15 FEBRUARY 1992, Page 27

Slower still

Sir: Michael Frayn missed out on two optional extras during his enjoyable session changing money at the Banque de France at Laon (`The root of all delay', 1 Febru- ary).

1) Having negotiated the red and green lights through the first door, the security system did not decide that the heavy old French hotel bedroom key in his trouser pocket was a revolver (though of much the same shape and weight) and did not imprison him in the phone-box space before the second door. Queues of increas- ingly infuriated, gesticulating but inaudible customers did not build up outside, while he waited for human assistance from with- in, long in arriving and also inaudible.

2) Once inside and having presented his traveller's cheque, the clerk did not heave out an enormous tome containing the sig- natures of the directors of what must have been every bank in the world, searching long and in vain for that of the director of the National Westminster (could it be that he and the bank were a fabrication?) before at last giving up and beginning his inevitably endless computations.

These two entertaining encounters hap-

`It's the Laddie of the Loch.'

pened to me (admittedly not on the same day) at branches of the Credit Agricole in Provence. Perhaps there's a lesson there from the south for the Banque de France at Laon?

But it's too late. As Michael Frayn laments, there will be no more such inno- cent though time-wasting fun, come the Single European Currency. Too bad for him, and me too.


_Aim of the task:_ Write out every entry below word for word, leaving nothing out.

--- Data for the task ---

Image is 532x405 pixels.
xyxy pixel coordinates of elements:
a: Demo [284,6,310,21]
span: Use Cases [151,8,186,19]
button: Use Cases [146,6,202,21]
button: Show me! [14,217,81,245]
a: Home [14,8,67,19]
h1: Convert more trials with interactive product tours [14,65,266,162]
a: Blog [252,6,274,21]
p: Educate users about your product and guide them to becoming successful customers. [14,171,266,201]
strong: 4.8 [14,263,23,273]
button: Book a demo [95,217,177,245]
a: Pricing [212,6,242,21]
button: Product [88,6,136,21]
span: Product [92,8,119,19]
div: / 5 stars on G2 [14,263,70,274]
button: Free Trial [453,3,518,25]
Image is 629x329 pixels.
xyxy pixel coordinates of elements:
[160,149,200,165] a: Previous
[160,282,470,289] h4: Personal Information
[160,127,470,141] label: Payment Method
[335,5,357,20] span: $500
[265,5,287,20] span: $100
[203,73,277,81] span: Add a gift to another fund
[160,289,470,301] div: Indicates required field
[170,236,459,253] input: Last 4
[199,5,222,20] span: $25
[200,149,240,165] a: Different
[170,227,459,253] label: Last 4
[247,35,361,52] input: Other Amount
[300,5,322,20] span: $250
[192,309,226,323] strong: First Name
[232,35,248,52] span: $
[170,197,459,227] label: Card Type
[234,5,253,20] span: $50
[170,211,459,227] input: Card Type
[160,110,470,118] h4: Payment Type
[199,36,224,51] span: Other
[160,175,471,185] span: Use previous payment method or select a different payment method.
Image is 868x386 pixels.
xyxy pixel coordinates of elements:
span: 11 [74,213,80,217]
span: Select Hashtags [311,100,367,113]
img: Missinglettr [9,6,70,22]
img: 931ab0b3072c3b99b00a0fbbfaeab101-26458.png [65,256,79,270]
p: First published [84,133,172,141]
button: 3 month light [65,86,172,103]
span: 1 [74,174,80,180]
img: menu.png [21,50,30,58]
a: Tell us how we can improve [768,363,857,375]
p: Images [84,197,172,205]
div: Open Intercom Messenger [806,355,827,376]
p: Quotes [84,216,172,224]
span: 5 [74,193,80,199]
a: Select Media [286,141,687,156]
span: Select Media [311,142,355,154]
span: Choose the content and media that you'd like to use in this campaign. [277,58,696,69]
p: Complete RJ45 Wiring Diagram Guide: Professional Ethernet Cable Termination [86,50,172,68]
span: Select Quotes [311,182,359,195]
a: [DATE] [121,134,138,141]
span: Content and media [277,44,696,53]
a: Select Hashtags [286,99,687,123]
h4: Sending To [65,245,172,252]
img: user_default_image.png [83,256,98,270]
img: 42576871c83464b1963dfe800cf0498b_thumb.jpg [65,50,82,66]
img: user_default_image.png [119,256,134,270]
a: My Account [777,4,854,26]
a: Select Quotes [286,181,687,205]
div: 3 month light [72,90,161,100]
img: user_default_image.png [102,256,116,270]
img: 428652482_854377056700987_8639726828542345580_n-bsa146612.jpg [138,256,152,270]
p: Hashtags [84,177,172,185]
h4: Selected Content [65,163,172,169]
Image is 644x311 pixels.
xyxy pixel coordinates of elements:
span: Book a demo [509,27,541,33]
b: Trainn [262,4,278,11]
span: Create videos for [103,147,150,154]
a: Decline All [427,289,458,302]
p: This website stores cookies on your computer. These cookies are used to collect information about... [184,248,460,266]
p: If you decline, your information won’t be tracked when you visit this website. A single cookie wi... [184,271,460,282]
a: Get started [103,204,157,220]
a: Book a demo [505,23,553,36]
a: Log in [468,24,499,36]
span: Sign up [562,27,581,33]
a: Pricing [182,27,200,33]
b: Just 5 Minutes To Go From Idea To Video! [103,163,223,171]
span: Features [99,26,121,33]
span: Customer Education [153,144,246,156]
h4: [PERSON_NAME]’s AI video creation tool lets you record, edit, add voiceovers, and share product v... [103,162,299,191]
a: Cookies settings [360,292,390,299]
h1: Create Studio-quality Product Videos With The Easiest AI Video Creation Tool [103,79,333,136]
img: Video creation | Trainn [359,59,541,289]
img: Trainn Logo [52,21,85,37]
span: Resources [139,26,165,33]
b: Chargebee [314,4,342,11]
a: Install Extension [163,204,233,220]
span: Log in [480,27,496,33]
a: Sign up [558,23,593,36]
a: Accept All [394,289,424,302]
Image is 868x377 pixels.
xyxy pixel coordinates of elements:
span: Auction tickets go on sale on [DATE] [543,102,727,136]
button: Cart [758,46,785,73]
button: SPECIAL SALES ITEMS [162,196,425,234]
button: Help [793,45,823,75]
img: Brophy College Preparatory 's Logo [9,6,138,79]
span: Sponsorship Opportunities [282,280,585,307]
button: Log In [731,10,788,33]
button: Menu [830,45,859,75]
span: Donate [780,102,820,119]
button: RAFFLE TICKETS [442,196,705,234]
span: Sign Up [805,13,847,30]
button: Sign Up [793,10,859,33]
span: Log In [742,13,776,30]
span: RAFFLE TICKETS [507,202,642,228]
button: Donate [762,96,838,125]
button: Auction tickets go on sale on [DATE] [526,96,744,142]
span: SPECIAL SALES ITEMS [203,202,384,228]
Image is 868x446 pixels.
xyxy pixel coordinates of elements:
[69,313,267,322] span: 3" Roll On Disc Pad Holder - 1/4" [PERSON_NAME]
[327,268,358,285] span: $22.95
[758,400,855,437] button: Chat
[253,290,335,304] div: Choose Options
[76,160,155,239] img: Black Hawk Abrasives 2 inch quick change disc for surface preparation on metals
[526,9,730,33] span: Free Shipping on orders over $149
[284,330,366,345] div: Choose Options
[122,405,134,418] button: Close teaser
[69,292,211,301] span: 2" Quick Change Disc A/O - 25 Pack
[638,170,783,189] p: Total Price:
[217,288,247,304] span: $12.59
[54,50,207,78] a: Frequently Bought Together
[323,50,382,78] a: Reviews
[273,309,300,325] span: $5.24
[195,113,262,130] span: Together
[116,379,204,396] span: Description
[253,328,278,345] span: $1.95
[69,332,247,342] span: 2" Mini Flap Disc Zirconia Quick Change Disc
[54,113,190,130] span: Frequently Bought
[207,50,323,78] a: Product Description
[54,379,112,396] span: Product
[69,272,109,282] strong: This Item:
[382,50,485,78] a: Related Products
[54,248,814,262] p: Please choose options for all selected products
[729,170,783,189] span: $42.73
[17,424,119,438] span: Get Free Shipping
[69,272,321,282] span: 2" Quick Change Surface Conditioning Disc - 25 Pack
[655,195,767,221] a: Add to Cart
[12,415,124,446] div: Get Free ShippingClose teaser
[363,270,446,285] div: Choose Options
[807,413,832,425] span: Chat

---

_Solution to this task:_
Image is 532x405 pixels.
xyxy pixel coordinates of elements:
a: Demo [284,6,310,21]
span: Use Cases [151,8,186,19]
button: Use Cases [146,6,202,21]
button: Show me! [14,217,81,245]
a: Home [14,8,67,19]
h1: Convert more trials with interactive product tours [14,65,266,162]
a: Blog [252,6,274,21]
p: Educate users about your product and guide them to becoming successful customers. [14,171,266,201]
strong: 4.8 [14,263,23,273]
button: Book a demo [95,217,177,245]
a: Pricing [212,6,242,21]
button: Product [88,6,136,21]
span: Product [92,8,119,19]
div: / 5 stars on G2 [14,263,70,274]
button: Free Trial [453,3,518,25]
Image is 629x329 pixels.
xyxy pixel coordinates of elements:
[160,149,200,165] a: Previous
[160,282,470,289] h4: Personal Information
[160,127,470,141] label: Payment Method
[335,5,357,20] span: $500
[265,5,287,20] span: $100
[203,73,277,81] span: Add a gift to another fund
[160,289,470,301] div: Indicates required field
[170,236,459,253] input: Last 4
[199,5,222,20] span: $25
[200,149,240,165] a: Different
[170,227,459,253] label: Last 4
[247,35,361,52] input: Other Amount
[300,5,322,20] span: $250
[192,309,226,323] strong: First Name
[232,35,248,52] span: $
[170,197,459,227] label: Card Type
[234,5,253,20] span: $50
[170,211,459,227] input: Card Type
[160,110,470,118] h4: Payment Type
[199,36,224,51] span: Other
[160,175,471,185] span: Use previous payment method or select a different payment method.
Image is 868x386 pixels.
xyxy pixel coordinates of elements:
span: 11 [74,213,80,217]
span: Select Hashtags [311,100,367,113]
img: Missinglettr [9,6,70,22]
img: 931ab0b3072c3b99b00a0fbbfaeab101-26458.png [65,256,79,270]
p: First published [84,133,172,141]
button: 3 month light [65,86,172,103]
span: 1 [74,174,80,180]
img: menu.png [21,50,30,58]
a: Tell us how we can improve [768,363,857,375]
p: Images [84,197,172,205]
div: Open Intercom Messenger [806,355,827,376]
p: Quotes [84,216,172,224]
span: 5 [74,193,80,199]
a: Select Media [286,141,687,156]
span: Select Media [311,142,355,154]
span: Choose the content and media that you'd like to use in this campaign. [277,58,696,69]
p: Complete RJ45 Wiring Diagram Guide: Professional Ethernet Cable Termination [86,50,172,68]
span: Select Quotes [311,182,359,195]
a: [DATE] [121,134,138,141]
span: Content and media [277,44,696,53]
a: Select Hashtags [286,99,687,123]
h4: Sending To [65,245,172,252]
img: user_default_image.png [83,256,98,270]
img: 42576871c83464b1963dfe800cf0498b_thumb.jpg [65,50,82,66]
img: user_default_image.png [119,256,134,270]
a: My Account [777,4,854,26]
a: Select Quotes [286,181,687,205]
div: 3 month light [72,90,161,100]
img: user_default_image.png [102,256,116,270]
img: 428652482_854377056700987_8639726828542345580_n-bsa146612.jpg [138,256,152,270]
p: Hashtags [84,177,172,185]
h4: Selected Content [65,163,172,169]
Image is 644x311 pixels.
xyxy pixel coordinates of elements:
span: Book a demo [509,27,541,33]
b: Trainn [262,4,278,11]
span: Create videos for [103,147,150,154]
a: Decline All [427,289,458,302]
p: This website stores cookies on your computer. These cookies are used to collect information about... [184,248,460,266]
p: If you decline, your information won’t be tracked when you visit this website. A single cookie wi... [184,271,460,282]
a: Get started [103,204,157,220]
a: Book a demo [505,23,553,36]
a: Log in [468,24,499,36]
span: Sign up [562,27,581,33]
a: Pricing [182,27,200,33]
b: Just 5 Minutes To Go From Idea To Video! [103,163,223,171]
span: Features [99,26,121,33]
span: Customer Education [153,144,246,156]
h4: [PERSON_NAME]’s AI video creation tool lets you record, edit, add voiceovers, and share product v... [103,162,299,191]
a: Cookies settings [360,292,390,299]
h1: Create Studio-quality Product Videos With The Easiest AI Video Creation Tool [103,79,333,136]
img: Video creation | Trainn [359,59,541,289]
img: Trainn Logo [52,21,85,37]
span: Resources [139,26,165,33]
b: Chargebee [314,4,342,11]
a: Install Extension [163,204,233,220]
span: Log in [480,27,496,33]
a: Sign up [558,23,593,36]
a: Accept All [394,289,424,302]
Image is 868x377 pixels.
xyxy pixel coordinates of elements:
span: Auction tickets go on sale on [DATE] [543,102,727,136]
button: Cart [758,46,785,73]
button: SPECIAL SALES ITEMS [162,196,425,234]
button: Help [793,45,823,75]
img: Brophy College Preparatory 's Logo [9,6,138,79]
span: Sponsorship Opportunities [282,280,585,307]
button: Log In [731,10,788,33]
button: Menu [830,45,859,75]
span: Donate [780,102,820,119]
button: RAFFLE TICKETS [442,196,705,234]
span: Sign Up [805,13,847,30]
button: Sign Up [793,10,859,33]
span: Log In [742,13,776,30]
span: RAFFLE TICKETS [507,202,642,228]
button: Donate [762,96,838,125]
button: Auction tickets go on sale on [DATE] [526,96,744,142]
span: SPECIAL SALES ITEMS [203,202,384,228]
Image is 868x446 pixels.
xyxy pixel coordinates of elements:
[69,313,267,322] span: 3" Roll On Disc Pad Holder - 1/4" [PERSON_NAME]
[327,268,358,285] span: $22.95
[758,400,855,437] button: Chat
[253,290,335,304] div: Choose Options
[76,160,155,239] img: Black Hawk Abrasives 2 inch quick change disc for surface preparation on metals
[526,9,730,33] span: Free Shipping on orders over $149
[284,330,366,345] div: Choose Options
[122,405,134,418] button: Close teaser
[69,292,211,301] span: 2" Quick Change Disc A/O - 25 Pack
[638,170,783,189] p: Total Price:
[217,288,247,304] span: $12.59
[54,50,207,78] a: Frequently Bought Together
[323,50,382,78] a: Reviews
[273,309,300,325] span: $5.24
[195,113,262,130] span: Together
[116,379,204,396] span: Description
[253,328,278,345] span: $1.95
[69,332,247,342] span: 2" Mini Flap Disc Zirconia Quick Change Disc
[54,113,190,130] span: Frequently Bought
[207,50,323,78] a: Product Description
[54,379,112,396] span: Product
[69,272,109,282] strong: This Item:
[382,50,485,78] a: Related Products
[54,248,814,262] p: Please choose options for all selected products
[729,170,783,189] span: $42.73
[17,424,119,438] span: Get Free Shipping
[69,272,321,282] span: 2" Quick Change Surface Conditioning Disc - 25 Pack
[655,195,767,221] a: Add to Cart
[12,415,124,446] div: Get Free ShippingClose teaser
[363,270,446,285] div: Choose Options
[807,413,832,425] span: Chat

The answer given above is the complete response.